I think Bluesky Social PBC was well aware of all of this and chose to launch this way anyways, because they absolutely did not have decentralization as a priority. And yes, I know that users on Hacker News are screaming at the top of their lungs, "Users shouldn't care! Users shouldn't care!" But guess what, Users actually cared. People were pissed off about Twitter and wanted a durable alternative that wasn't plagued by the fact that someone could just buy it and take control over the whole platform. Bluesky Social PBC sold Bluesky as a better decentralized alternative to Twitter.
For all of this performative effort though, it's all worthless. Someone could buy Bluesky and immediately close all of the doors; stop allowing new external PDSes and start closing off access to relays/etc. from anyone else. There's not really any reason to actually do that right now, since decentralization is not even a threat to Bluesky Social PBC's control over the network, and unless someone shows up with millions of dollars to blow on a network they don't even have the benefit of being the public face of, they really never have to worry about it anyways.

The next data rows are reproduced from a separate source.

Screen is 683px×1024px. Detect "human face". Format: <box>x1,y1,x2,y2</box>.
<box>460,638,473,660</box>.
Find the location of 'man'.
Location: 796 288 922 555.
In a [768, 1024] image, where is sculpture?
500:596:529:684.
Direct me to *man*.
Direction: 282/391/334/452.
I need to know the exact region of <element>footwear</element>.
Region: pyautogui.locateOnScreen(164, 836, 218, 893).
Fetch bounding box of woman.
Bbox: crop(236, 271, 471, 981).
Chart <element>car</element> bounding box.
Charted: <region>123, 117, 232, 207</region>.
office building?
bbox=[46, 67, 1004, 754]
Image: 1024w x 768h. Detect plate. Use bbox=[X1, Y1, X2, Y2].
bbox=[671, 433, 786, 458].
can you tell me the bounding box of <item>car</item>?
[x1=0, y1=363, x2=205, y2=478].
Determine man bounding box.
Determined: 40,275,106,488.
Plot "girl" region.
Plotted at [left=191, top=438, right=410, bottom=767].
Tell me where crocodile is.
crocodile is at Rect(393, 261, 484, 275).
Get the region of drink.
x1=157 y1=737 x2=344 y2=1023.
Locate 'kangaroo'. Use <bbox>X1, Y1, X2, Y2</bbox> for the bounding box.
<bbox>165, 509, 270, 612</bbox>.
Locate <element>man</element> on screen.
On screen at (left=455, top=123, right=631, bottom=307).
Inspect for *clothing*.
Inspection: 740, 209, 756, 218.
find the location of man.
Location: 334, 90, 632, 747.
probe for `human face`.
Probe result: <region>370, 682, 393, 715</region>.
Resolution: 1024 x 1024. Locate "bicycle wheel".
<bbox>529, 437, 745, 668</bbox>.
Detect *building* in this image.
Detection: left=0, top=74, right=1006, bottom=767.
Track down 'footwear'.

I criticized a lot of aspects of the Fediverse for a long time, but at least the Fediverse actually delivered on one thing: it actually really is practically decentralized, with all of the ups and downs that that comes with. Users are distributed across instances, so there is no central gatekeeper that would stop me from talking with them. You can almost always avoid any instance-related drama by just running your own instance and interacting from there, if you want. Bluesky will never have that. For Bluesky, users that Bluesky Social PBC doesn't like will be invisible to the vast majority of the rest of the network.
And I'm sorry, but that's not what a decentralized network looks like.